(Beginning of Supplied material)
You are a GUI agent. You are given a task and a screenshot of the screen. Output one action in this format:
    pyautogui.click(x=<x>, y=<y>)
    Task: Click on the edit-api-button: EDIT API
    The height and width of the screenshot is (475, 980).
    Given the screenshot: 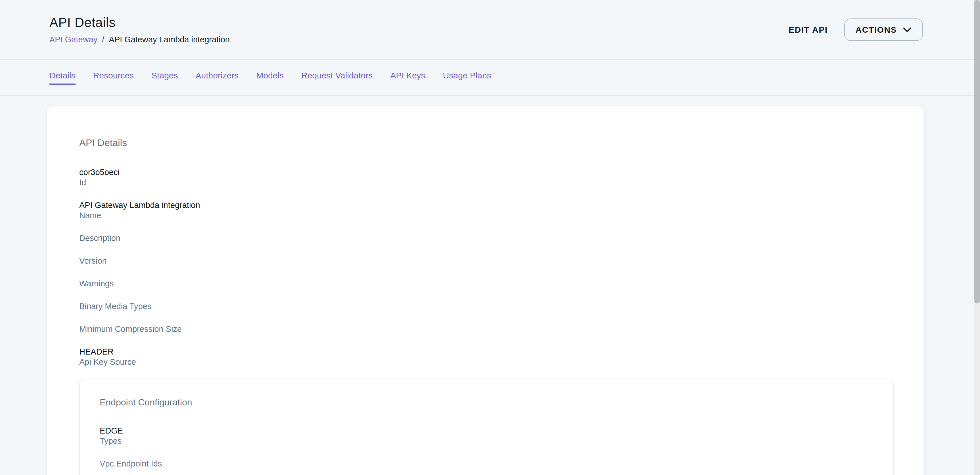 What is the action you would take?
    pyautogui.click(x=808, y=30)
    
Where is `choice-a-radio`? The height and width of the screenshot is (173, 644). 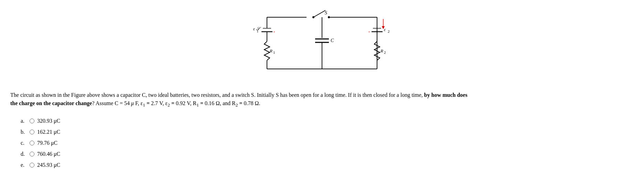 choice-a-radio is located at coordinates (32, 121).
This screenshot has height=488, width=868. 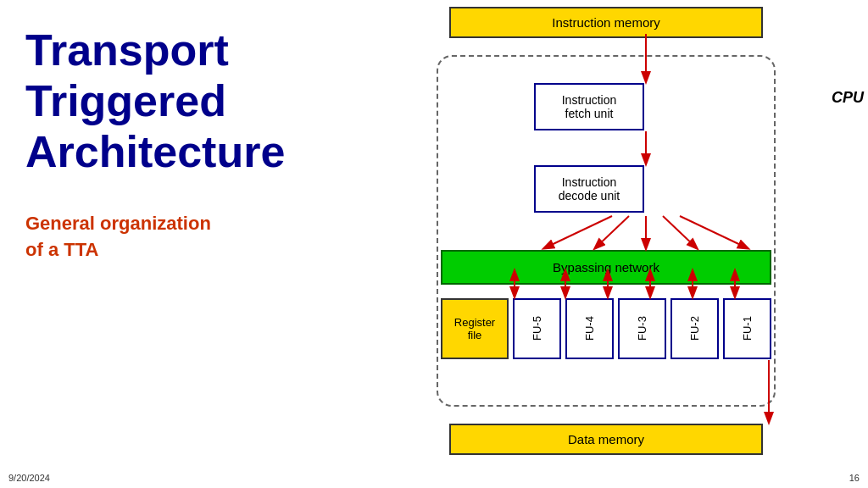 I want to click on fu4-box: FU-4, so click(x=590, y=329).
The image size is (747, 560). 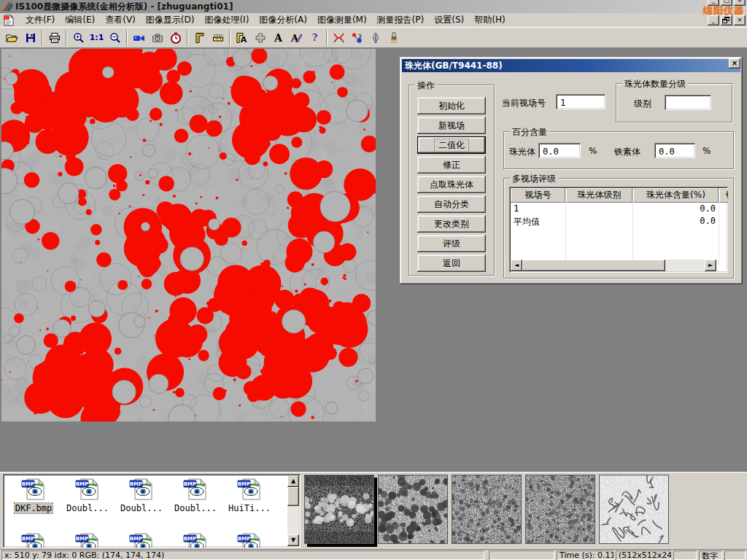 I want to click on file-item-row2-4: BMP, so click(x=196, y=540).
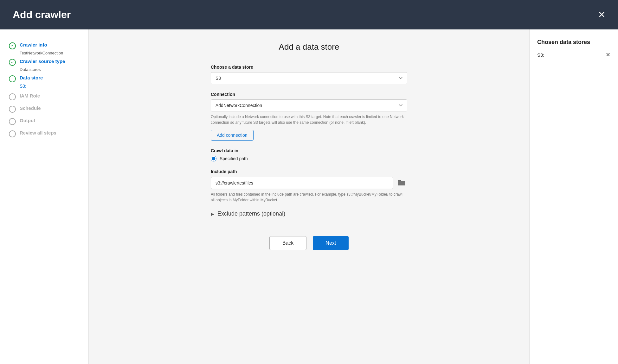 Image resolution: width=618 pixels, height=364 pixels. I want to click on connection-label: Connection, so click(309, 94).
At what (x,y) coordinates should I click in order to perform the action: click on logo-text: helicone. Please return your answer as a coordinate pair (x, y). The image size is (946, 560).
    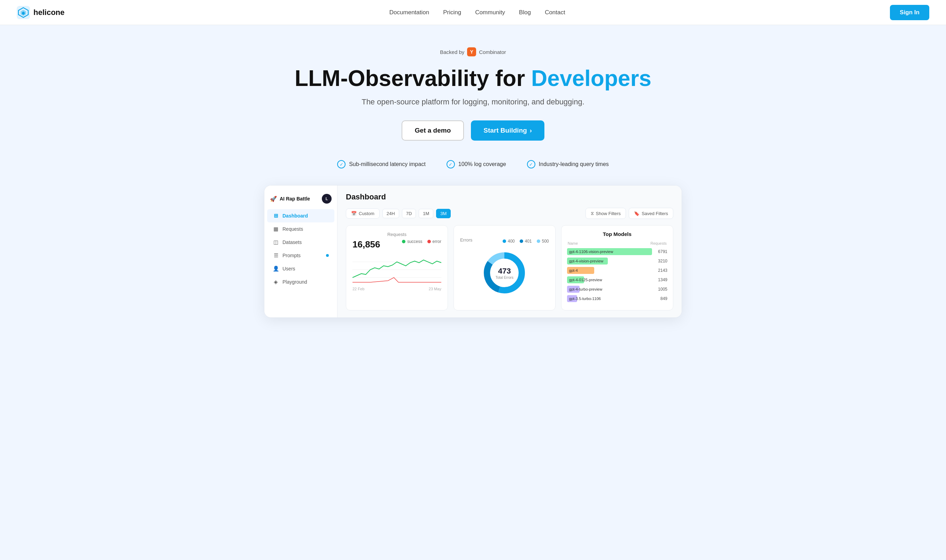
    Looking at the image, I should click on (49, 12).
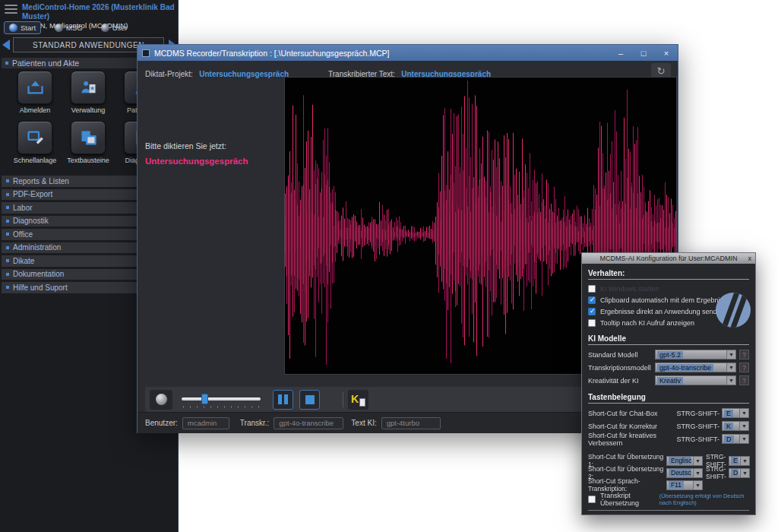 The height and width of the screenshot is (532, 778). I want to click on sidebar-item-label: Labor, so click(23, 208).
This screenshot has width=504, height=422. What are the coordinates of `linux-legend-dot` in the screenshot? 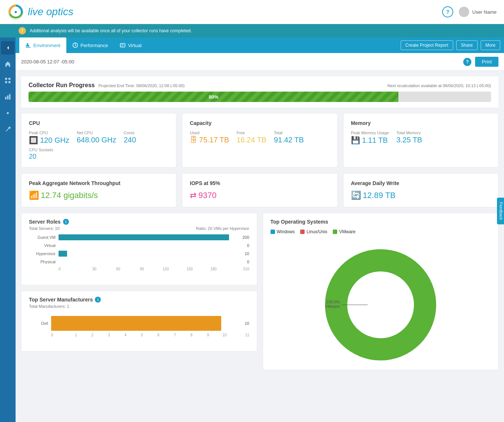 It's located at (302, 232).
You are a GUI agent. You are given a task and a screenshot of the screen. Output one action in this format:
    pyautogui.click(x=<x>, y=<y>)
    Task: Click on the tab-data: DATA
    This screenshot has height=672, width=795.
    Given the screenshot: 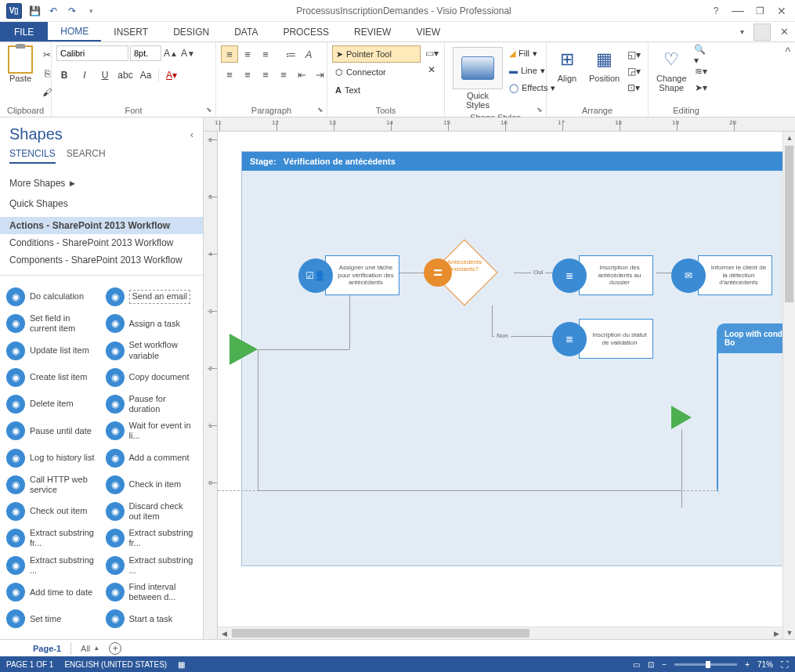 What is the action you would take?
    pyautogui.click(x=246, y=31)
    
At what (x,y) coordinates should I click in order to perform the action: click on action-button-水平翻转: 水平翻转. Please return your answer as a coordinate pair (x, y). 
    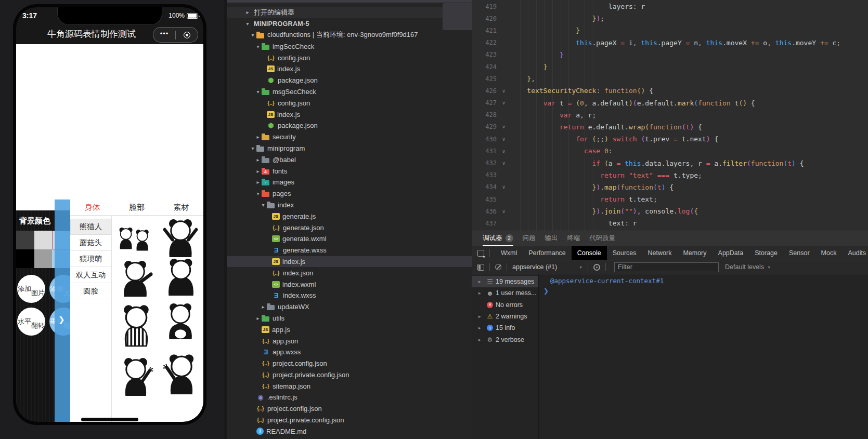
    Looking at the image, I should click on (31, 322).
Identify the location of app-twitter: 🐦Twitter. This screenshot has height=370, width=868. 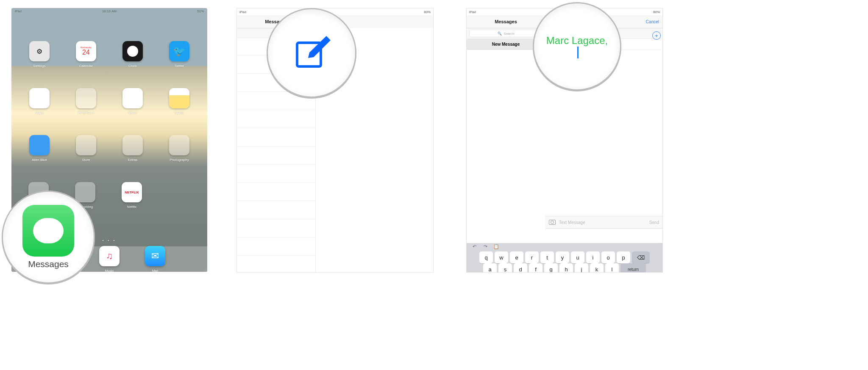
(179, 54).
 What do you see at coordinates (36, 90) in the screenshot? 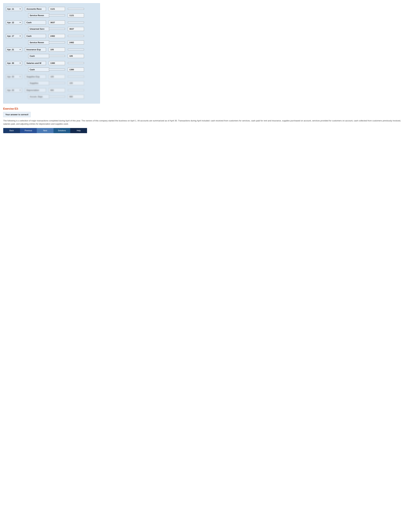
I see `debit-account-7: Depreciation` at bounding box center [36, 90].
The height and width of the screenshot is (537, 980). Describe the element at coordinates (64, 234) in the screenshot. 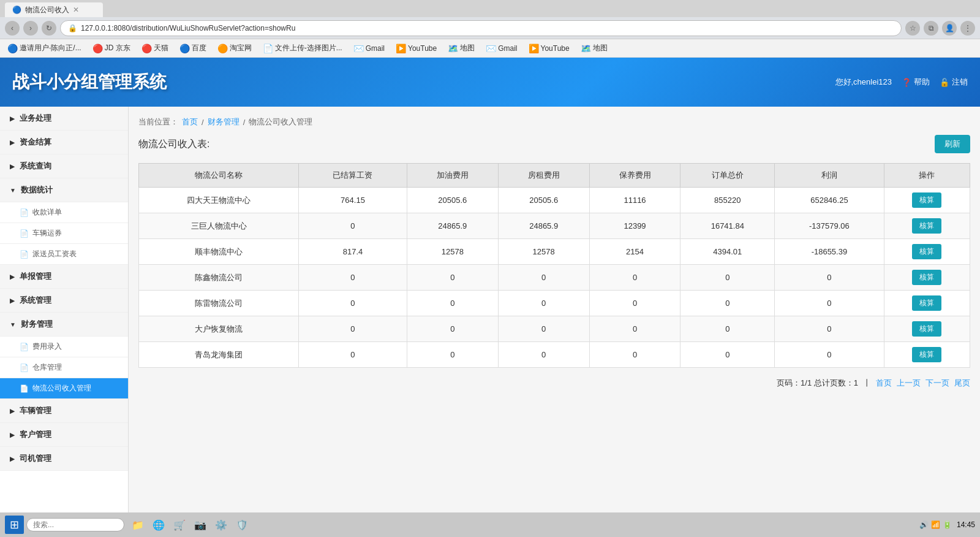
(End of Supplied material)
▶ What needs to be done: Everything from the first line above through the line that contains "The height and width of the screenshot is (475, 980)." should be duplicated exactly, please, and nothing beyond it.

▶ Answer space:
You are a GUI agent. You are given a task and a screenshot of the screen. Output one action in this format:
    pyautogui.click(x=<x>, y=<y>)
    Task: Click on the edit-api-button: EDIT API
    The height and width of the screenshot is (475, 980).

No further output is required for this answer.